++++ DATA EXCERPTS

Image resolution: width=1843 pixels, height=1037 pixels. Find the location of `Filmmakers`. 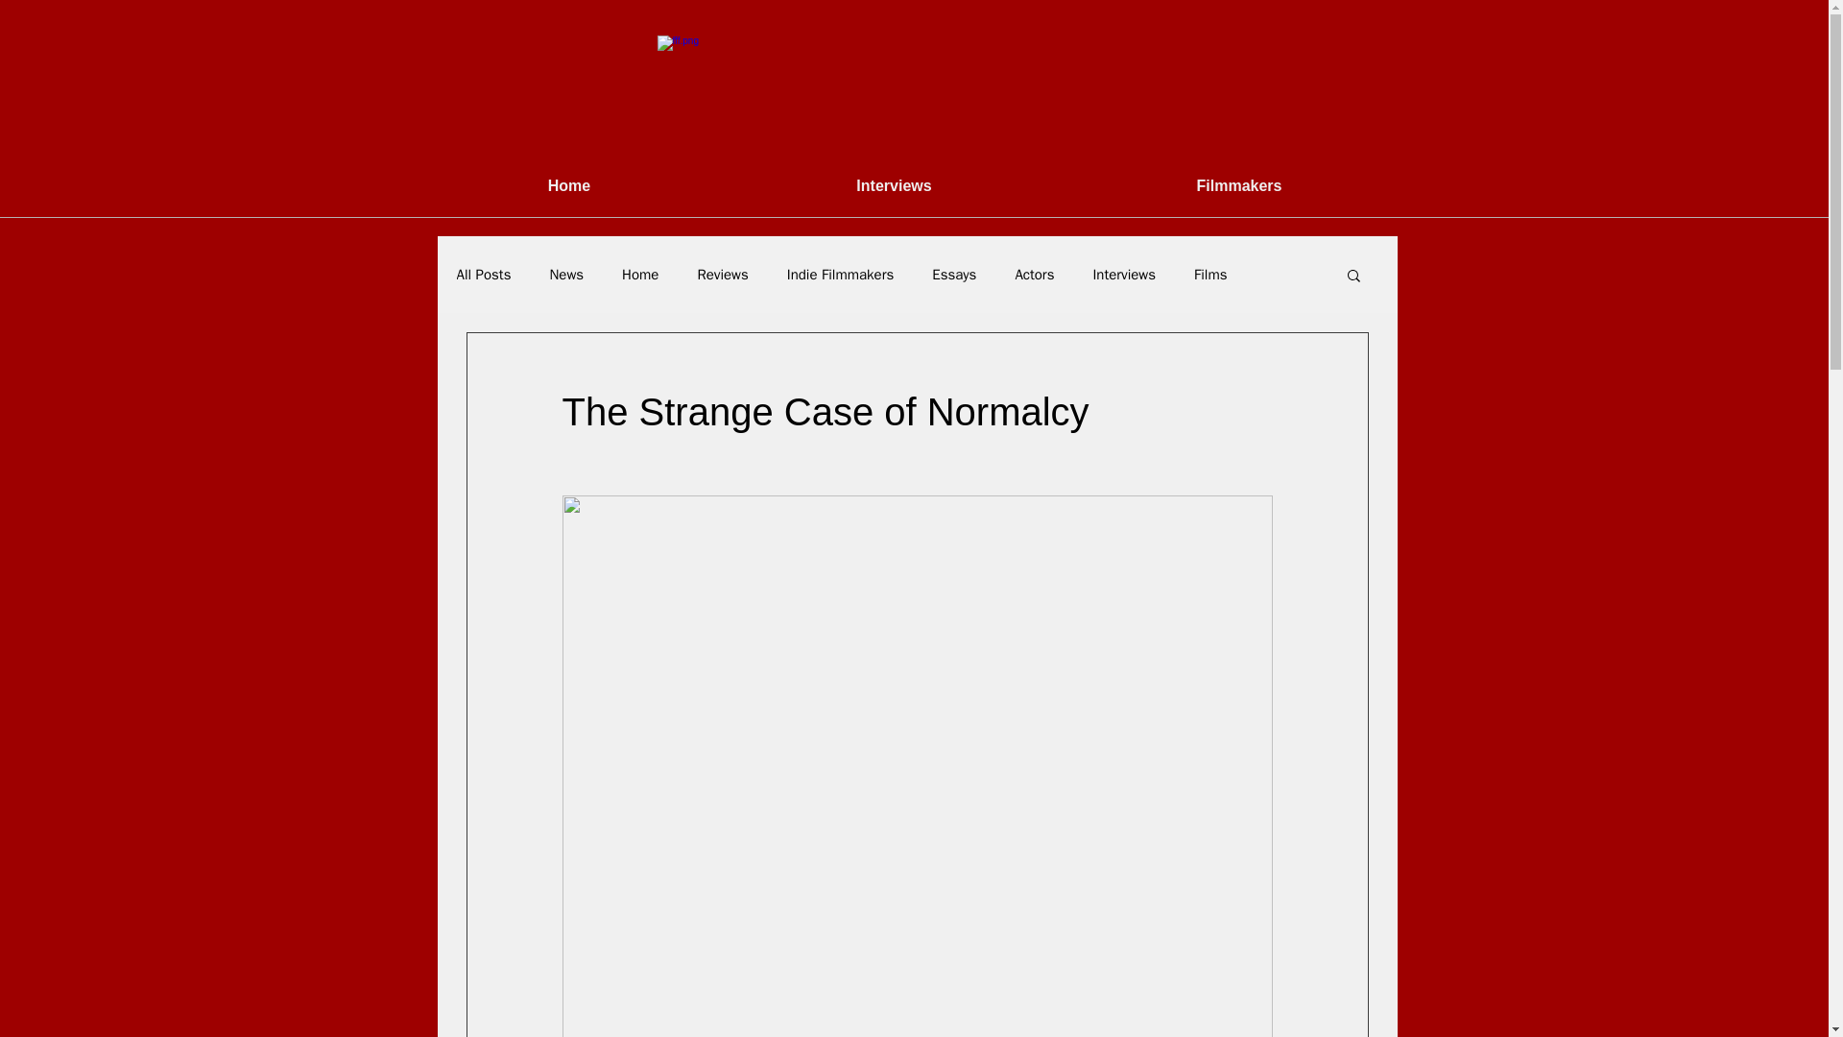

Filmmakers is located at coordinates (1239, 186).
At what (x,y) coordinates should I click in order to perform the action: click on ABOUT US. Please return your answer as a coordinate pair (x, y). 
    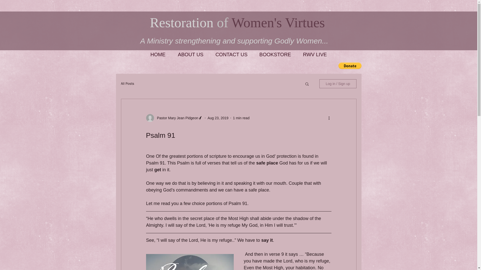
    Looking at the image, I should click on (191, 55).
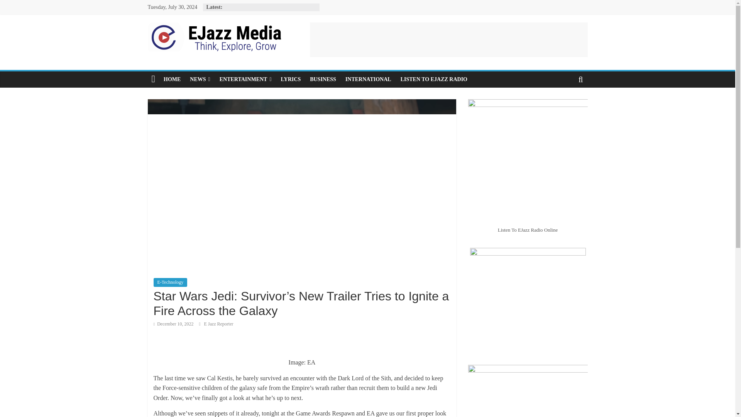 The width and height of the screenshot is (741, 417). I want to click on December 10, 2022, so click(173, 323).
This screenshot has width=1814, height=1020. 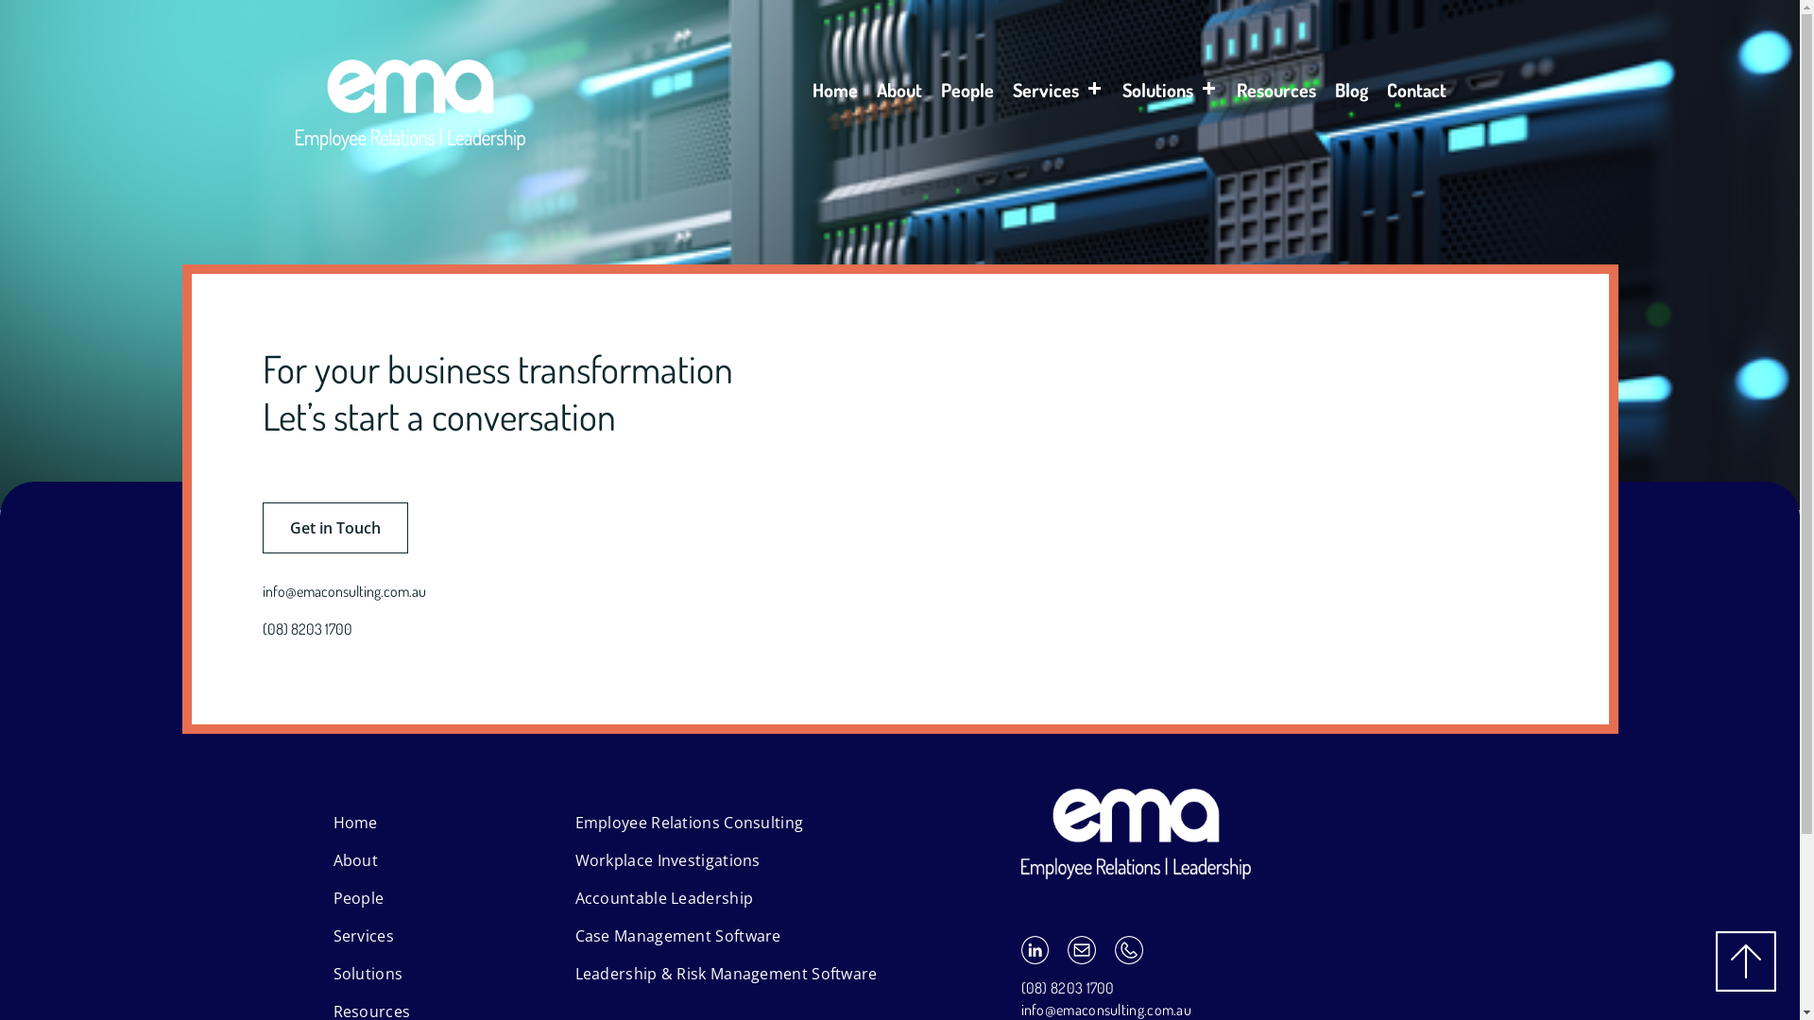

++++++++

**YOUR OBJECTIVE**
Return each record exactly as given, excluding any image.

**RESULT BELOW**
Image resolution: width=1843 pixels, height=1037 pixels. Find the location of `Filmmakers`. 

Filmmakers is located at coordinates (1239, 186).
At what (x,y) coordinates should I click in order to perform the action: click on ABOUT US. Please return your answer as a coordinate pair (x, y). 
    Looking at the image, I should click on (191, 55).
 The width and height of the screenshot is (741, 417). I want to click on December 10, 2022, so click(173, 323).
This screenshot has width=1814, height=1020. 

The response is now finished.